Your objective :: Take the data below and extract the lines from the one with "Task: Click on the LinkedIn" to the one with "What do you see at coordinates (350, 352)", inclusive, exactly as written.

(Collected data)
^^^^^^^^

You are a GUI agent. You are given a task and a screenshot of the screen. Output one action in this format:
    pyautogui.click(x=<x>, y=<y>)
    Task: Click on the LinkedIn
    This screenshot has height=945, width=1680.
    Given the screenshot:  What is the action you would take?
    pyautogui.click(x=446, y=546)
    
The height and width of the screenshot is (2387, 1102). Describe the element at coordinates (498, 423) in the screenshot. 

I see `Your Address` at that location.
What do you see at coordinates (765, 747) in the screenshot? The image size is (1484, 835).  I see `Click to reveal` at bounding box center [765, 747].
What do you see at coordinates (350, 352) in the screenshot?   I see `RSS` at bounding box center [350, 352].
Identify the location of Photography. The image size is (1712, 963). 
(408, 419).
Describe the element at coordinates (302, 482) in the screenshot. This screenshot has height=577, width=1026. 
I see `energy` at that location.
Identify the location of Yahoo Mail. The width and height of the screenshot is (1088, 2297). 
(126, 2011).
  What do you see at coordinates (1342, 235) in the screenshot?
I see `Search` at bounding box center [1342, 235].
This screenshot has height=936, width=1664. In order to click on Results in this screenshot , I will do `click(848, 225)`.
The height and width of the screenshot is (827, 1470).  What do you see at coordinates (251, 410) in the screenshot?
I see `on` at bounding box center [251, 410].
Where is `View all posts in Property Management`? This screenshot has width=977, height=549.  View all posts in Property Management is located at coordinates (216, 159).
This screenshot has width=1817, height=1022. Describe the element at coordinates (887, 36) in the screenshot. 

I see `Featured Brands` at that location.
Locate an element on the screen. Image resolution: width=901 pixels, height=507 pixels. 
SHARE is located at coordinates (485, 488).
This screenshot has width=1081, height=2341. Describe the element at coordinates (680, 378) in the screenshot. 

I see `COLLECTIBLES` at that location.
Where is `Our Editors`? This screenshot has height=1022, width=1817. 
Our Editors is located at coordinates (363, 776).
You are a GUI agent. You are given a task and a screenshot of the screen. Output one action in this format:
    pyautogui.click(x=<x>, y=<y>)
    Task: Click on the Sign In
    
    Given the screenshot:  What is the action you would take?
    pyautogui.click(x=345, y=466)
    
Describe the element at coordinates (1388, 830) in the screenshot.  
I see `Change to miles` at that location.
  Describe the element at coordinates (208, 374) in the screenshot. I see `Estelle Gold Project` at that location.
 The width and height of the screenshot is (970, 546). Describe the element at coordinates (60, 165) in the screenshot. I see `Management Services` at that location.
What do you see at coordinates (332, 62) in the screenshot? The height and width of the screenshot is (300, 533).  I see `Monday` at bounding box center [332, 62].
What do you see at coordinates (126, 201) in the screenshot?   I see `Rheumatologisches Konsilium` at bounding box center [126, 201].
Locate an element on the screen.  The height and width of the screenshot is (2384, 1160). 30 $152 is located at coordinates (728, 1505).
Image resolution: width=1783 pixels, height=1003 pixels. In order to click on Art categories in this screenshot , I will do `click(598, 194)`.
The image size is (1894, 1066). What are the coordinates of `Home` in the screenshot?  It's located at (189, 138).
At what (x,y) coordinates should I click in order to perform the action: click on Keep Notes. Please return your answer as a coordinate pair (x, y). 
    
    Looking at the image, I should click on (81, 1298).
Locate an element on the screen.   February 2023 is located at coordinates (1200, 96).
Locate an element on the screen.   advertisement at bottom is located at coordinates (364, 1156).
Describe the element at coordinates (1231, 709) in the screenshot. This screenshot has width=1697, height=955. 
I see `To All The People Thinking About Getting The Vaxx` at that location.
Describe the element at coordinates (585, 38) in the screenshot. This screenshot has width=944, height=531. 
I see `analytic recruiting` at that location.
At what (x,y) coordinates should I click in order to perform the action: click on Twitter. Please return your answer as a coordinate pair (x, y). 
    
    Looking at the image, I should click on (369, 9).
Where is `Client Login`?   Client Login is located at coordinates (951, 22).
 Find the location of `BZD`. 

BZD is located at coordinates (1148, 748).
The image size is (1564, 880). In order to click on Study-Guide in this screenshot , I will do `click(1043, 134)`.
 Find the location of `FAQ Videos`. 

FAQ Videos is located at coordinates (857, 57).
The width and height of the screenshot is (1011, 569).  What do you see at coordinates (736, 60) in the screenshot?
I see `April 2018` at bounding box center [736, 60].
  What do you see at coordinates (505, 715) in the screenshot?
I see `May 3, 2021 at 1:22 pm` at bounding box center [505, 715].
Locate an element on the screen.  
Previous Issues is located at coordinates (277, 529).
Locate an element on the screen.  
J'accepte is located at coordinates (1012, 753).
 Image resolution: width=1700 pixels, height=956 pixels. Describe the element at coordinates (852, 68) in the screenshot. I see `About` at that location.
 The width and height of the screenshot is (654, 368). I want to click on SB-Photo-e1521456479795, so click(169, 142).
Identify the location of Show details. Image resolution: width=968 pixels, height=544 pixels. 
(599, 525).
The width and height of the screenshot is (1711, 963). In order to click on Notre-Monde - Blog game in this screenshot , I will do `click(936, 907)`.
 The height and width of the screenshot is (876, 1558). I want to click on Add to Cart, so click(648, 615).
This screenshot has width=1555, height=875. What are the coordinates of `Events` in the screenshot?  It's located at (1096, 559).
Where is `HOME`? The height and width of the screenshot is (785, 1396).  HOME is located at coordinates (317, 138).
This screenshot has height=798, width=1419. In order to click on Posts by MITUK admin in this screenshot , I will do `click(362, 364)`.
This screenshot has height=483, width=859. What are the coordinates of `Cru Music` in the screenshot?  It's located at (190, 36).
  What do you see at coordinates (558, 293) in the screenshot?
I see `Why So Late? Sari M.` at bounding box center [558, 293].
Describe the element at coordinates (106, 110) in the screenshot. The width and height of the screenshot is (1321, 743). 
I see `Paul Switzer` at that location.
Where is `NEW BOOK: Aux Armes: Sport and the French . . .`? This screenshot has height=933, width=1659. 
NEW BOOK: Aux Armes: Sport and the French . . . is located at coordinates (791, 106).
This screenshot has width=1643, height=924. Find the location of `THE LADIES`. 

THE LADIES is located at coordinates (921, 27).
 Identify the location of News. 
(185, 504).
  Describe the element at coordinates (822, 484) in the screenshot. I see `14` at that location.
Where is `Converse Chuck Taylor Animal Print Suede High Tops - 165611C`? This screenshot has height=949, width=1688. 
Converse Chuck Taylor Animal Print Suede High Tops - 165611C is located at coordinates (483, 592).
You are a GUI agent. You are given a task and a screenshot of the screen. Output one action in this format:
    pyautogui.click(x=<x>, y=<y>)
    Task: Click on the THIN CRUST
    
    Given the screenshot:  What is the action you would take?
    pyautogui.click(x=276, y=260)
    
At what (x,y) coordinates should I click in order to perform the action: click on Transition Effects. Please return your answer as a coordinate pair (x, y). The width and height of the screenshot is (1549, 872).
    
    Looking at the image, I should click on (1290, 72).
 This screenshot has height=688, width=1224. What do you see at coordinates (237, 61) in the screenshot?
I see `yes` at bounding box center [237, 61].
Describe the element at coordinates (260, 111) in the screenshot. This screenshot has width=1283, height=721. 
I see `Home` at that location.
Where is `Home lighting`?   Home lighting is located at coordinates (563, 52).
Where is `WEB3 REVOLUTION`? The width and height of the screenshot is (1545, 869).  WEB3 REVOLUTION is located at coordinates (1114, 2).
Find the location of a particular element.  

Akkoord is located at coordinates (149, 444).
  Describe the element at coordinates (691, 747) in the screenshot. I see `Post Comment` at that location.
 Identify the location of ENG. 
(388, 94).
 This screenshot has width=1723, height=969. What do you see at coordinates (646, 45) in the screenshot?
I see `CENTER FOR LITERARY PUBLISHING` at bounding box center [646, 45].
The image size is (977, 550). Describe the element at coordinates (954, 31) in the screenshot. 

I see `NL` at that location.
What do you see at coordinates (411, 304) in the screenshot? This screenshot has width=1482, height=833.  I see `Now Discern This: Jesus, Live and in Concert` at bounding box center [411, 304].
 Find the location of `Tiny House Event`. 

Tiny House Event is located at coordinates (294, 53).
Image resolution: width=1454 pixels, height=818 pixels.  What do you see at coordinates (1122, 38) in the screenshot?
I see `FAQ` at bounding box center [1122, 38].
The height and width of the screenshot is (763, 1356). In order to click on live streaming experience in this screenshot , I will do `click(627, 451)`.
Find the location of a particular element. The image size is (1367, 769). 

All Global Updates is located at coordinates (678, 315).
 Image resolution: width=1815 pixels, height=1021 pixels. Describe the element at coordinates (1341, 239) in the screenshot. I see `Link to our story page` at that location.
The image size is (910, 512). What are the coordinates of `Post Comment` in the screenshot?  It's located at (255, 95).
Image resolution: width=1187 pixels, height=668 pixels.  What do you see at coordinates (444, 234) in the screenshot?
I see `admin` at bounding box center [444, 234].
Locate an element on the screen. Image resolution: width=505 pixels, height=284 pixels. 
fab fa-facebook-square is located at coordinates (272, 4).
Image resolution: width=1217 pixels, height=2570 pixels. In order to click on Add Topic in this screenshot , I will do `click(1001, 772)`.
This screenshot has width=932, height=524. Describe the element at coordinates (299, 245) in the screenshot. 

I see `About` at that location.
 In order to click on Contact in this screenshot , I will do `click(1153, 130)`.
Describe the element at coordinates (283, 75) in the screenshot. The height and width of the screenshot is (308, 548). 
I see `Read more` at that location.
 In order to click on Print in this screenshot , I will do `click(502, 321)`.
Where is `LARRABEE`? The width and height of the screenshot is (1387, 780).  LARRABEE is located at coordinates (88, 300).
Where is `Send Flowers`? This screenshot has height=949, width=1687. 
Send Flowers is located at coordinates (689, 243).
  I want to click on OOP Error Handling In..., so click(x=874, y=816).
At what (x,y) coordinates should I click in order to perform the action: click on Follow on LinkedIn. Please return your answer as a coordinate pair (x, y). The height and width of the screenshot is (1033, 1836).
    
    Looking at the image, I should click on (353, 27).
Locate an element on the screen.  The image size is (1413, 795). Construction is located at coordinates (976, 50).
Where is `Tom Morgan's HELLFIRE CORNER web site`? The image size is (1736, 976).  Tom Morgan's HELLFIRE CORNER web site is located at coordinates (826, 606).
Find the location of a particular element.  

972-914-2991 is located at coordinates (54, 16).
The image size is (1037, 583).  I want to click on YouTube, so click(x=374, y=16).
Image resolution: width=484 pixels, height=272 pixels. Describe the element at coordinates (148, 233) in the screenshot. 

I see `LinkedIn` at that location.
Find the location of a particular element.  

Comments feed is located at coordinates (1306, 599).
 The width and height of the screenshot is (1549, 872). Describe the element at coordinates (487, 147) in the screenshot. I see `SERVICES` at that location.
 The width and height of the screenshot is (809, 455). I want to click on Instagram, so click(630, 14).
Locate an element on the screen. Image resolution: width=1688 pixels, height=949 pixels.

^^^^^^^^

Exercise solution ::
    Task: Click on the LinkedIn
    This screenshot has height=945, width=1680.
    Given the screenshot:  What is the action you would take?
    pyautogui.click(x=446, y=546)
    
The height and width of the screenshot is (2387, 1102). Describe the element at coordinates (498, 423) in the screenshot. 

I see `Your Address` at that location.
What do you see at coordinates (765, 747) in the screenshot? The image size is (1484, 835).  I see `Click to reveal` at bounding box center [765, 747].
What do you see at coordinates (350, 352) in the screenshot?   I see `RSS` at bounding box center [350, 352].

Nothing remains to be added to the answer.